This innovative and interdisciplinary volume explores the central paradox of globalization and illuminates historical moments that range from antiquity to the era of Google Earth through contributions that trace the emergence of the world in multitudinous representations, practices, and human experiences.
This innovative and interdisciplinary volume explores the central paradox of globalization and illuminates historical moments that range from antiquity to the era of Google Earth through contributions that trace the emergence of the world in multitudinous representations, practices, and human experiences.
What is—and what was—“the world”? Though often treated as interchangeable with the ongoing and inexorable progress of globalization, concepts of “world,” “globe,” or “earth” instead suggest something limited and absolute. This innovative and interdisciplinary volume concerns itself with this central paradox: that the complex, heterogeneous, and purportedly transhistorical dynamics of globalization have given rise to the idea and reality of a finite—and thus vulnerable—world. Through studies of illuminating historical moments that range from antiquity to the era of Google Earth, each contribution helps to trace the emergence of the world in multitudinous representations, practices, and human experiences.
“"This is a thought-provoking collection of essays that deals with a question of interest to scholars across the humanities. It is enriched by the broad range of approaches and topics present in each essay." Sara-Louise Cooper, University of Kent "Conceptualizing the World is a fantastic, original cornucopia of valuable insights into how humans have thought about and experienced the world across history." Ingjerd Ho”
“A fascinating journey at large, travelling over the concepts and representations of ‘the world’, across languages and cultures, discourses and disciplines, media and materialities.” • International Journal for the Semiotics of Law
“This is a thought-provoking collection of essays that deals with a question of interest to scholars across the humanities. It is enriched by the broad range of approaches and topics present in each essay.” • Sara-Louise Cooper, University of Kent
“Conceptualizing the World is a fantastic, original cornucopia of valuable insights into how humans have thought about and experienced the world across history.” • Ingjerd Hoëm, University of Oslo
Helge Jordheim is a Professor of Cultural History at the University of Oslo. His latest book is a global history of the concepts of civility and civilization, written with an international team of scholars (Civilizing Emotions, 2015). At present he is writing a book on the cultural history of time in the eighteenth century.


## [Problem description]
All of the data below needs to be set down again, exactly as shown.

===== Data excerpts

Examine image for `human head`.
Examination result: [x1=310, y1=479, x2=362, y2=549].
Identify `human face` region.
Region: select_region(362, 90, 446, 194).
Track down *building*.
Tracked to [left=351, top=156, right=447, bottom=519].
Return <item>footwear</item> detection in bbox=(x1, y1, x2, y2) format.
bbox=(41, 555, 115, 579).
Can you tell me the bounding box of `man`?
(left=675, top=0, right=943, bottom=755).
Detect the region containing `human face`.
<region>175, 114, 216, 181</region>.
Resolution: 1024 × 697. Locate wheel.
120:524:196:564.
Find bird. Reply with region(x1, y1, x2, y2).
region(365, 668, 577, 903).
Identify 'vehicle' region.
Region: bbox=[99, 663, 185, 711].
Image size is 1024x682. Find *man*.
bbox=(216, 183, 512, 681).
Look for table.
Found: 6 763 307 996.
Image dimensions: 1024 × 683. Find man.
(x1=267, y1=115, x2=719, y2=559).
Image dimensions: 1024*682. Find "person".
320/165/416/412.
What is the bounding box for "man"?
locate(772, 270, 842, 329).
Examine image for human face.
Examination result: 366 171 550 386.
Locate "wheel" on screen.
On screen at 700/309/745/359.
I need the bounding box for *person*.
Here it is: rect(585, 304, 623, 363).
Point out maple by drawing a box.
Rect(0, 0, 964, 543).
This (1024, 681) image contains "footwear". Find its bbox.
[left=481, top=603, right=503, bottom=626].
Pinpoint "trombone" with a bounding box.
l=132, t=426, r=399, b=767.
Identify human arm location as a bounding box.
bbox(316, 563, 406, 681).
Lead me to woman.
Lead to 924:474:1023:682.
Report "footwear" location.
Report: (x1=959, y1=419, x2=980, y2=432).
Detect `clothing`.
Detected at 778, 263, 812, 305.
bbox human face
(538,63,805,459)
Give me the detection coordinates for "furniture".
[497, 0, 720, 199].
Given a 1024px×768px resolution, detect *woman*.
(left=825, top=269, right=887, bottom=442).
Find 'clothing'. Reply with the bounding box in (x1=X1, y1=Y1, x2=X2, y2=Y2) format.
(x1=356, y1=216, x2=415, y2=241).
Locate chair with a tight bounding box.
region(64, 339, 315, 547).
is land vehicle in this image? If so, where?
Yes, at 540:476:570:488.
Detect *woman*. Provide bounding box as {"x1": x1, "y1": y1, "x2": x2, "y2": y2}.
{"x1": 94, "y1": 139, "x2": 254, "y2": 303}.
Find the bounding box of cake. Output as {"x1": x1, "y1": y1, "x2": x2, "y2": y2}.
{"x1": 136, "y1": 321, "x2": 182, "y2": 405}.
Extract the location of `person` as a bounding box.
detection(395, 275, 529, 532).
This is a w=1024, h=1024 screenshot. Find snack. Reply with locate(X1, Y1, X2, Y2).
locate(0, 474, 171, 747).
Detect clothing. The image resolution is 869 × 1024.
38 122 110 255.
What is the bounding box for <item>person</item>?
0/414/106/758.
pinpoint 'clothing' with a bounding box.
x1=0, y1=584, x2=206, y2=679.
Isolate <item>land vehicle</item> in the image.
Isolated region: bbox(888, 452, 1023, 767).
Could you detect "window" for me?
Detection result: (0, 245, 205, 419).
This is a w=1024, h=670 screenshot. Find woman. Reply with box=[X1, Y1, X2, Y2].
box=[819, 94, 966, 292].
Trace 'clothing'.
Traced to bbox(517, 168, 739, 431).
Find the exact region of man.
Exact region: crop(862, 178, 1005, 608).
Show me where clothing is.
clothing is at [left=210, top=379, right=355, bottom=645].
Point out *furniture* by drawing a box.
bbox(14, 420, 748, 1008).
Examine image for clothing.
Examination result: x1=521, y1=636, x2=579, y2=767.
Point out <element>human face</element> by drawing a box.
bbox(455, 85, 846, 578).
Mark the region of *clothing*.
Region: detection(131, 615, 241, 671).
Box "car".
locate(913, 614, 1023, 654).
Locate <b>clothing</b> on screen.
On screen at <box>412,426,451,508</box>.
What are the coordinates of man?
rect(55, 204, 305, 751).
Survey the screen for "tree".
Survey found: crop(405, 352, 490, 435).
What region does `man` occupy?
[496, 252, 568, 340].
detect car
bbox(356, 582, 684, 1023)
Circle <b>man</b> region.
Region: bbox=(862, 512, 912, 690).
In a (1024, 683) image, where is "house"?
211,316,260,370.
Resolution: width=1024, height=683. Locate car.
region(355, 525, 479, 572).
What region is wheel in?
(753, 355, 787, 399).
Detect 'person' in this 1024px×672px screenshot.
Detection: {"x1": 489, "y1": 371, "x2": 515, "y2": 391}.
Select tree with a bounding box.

==========

## [Response area]
Examine image for `human head`.
Examination result: [x1=310, y1=479, x2=362, y2=549].
Identify `human face` region.
Region: select_region(362, 90, 446, 194).
Track down *building*.
Tracked to [left=351, top=156, right=447, bottom=519].
Return <item>footwear</item> detection in bbox=(x1, y1, x2, y2) format.
bbox=(41, 555, 115, 579).
Can you tell me the bounding box of `man`?
(left=675, top=0, right=943, bottom=755).
Detect the region containing `human face`.
<region>175, 114, 216, 181</region>.
Resolution: 1024 × 697. Locate wheel.
120:524:196:564.
Find bird. Reply with region(x1, y1, x2, y2).
region(365, 668, 577, 903).
Identify 'vehicle' region.
Region: bbox=[99, 663, 185, 711].
Image size is 1024x682. Find *man*.
bbox=(216, 183, 512, 681).
Look for table.
Found: 6 763 307 996.
Image dimensions: 1024 × 683. Find man.
(x1=267, y1=115, x2=719, y2=559).
Image dimensions: 1024*682. Find "person".
320/165/416/412.
What is the bounding box for "man"?
locate(772, 270, 842, 329).
Examine image for human face.
Examination result: 366 171 550 386.
Locate "wheel" on screen.
On screen at 700/309/745/359.
I need the bounding box for *person*.
Here it is: rect(585, 304, 623, 363).
Point out maple by drawing a box.
Rect(0, 0, 964, 543).
This (1024, 681) image contains "footwear". Find its bbox.
[left=481, top=603, right=503, bottom=626].
Pinpoint "trombone" with a bounding box.
l=132, t=426, r=399, b=767.
Identify human arm location as a bounding box.
bbox(316, 563, 406, 681).
Lead me to woman.
Lead to 924:474:1023:682.
Report "footwear" location.
Report: (x1=959, y1=419, x2=980, y2=432).
Detect `clothing`.
Detected at 778, 263, 812, 305.
bbox human face
(538,63,805,459)
Give me the detection coordinates for "furniture".
[497, 0, 720, 199].
Given a 1024px×768px resolution, detect *woman*.
(left=825, top=269, right=887, bottom=442).
Find 'clothing'. Reply with the bounding box in (x1=X1, y1=Y1, x2=X2, y2=Y2) format.
(x1=356, y1=216, x2=415, y2=241).
Locate chair with a tight bounding box.
region(64, 339, 315, 547).
is land vehicle in this image? If so, where?
Yes, at 540:476:570:488.
Detect *woman*. Provide bounding box as {"x1": x1, "y1": y1, "x2": x2, "y2": y2}.
{"x1": 94, "y1": 139, "x2": 254, "y2": 303}.
Find the bounding box of cake. Output as {"x1": x1, "y1": y1, "x2": x2, "y2": y2}.
{"x1": 136, "y1": 321, "x2": 182, "y2": 405}.
Extract the location of `person` as a bounding box.
detection(395, 275, 529, 532).
This is a w=1024, h=1024 screenshot. Find snack. Reply with locate(X1, Y1, X2, Y2).
locate(0, 474, 171, 747).
Detect clothing. The image resolution is 869 × 1024.
38 122 110 255.
What is the bounding box for <item>person</item>?
0/414/106/758.
pinpoint 'clothing' with a bounding box.
x1=0, y1=584, x2=206, y2=679.
Isolate <item>land vehicle</item> in the image.
Isolated region: bbox(888, 452, 1023, 767).
Could you detect "window" for me?
Detection result: (0, 245, 205, 419).
This is a w=1024, h=670 screenshot. Find woman. Reply with box=[X1, Y1, X2, Y2].
box=[819, 94, 966, 292].
Trace 'clothing'.
Traced to bbox(517, 168, 739, 431).
Find the exact region of man.
Exact region: crop(862, 178, 1005, 608).
Show me where clothing is.
clothing is at [left=210, top=379, right=355, bottom=645].
Point out *furniture* by drawing a box.
bbox(14, 420, 748, 1008).
Examine image for clothing.
Examination result: x1=521, y1=636, x2=579, y2=767.
Point out <element>human face</element> by drawing a box.
bbox(455, 85, 846, 578).
Mark the region of *clothing*.
Region: detection(131, 615, 241, 671).
Box "car".
locate(913, 614, 1023, 654).
Locate <b>clothing</b> on screen.
On screen at <box>412,426,451,508</box>.
What are the coordinates of man?
rect(55, 204, 305, 751).
Survey the screen for "tree".
Survey found: crop(405, 352, 490, 435).
What region does `man` occupy?
[496, 252, 568, 340].
detect car
bbox(356, 582, 684, 1023)
Circle <b>man</b> region.
Region: bbox=(862, 512, 912, 690).
In a (1024, 683) image, where is "house"?
211,316,260,370.
Resolution: width=1024, height=683. Locate car.
region(355, 525, 479, 572).
What region is wheel in?
(753, 355, 787, 399).
Detect 'person' in this 1024px×672px screenshot.
Detection: {"x1": 489, "y1": 371, "x2": 515, "y2": 391}.
Select tree with a bounding box.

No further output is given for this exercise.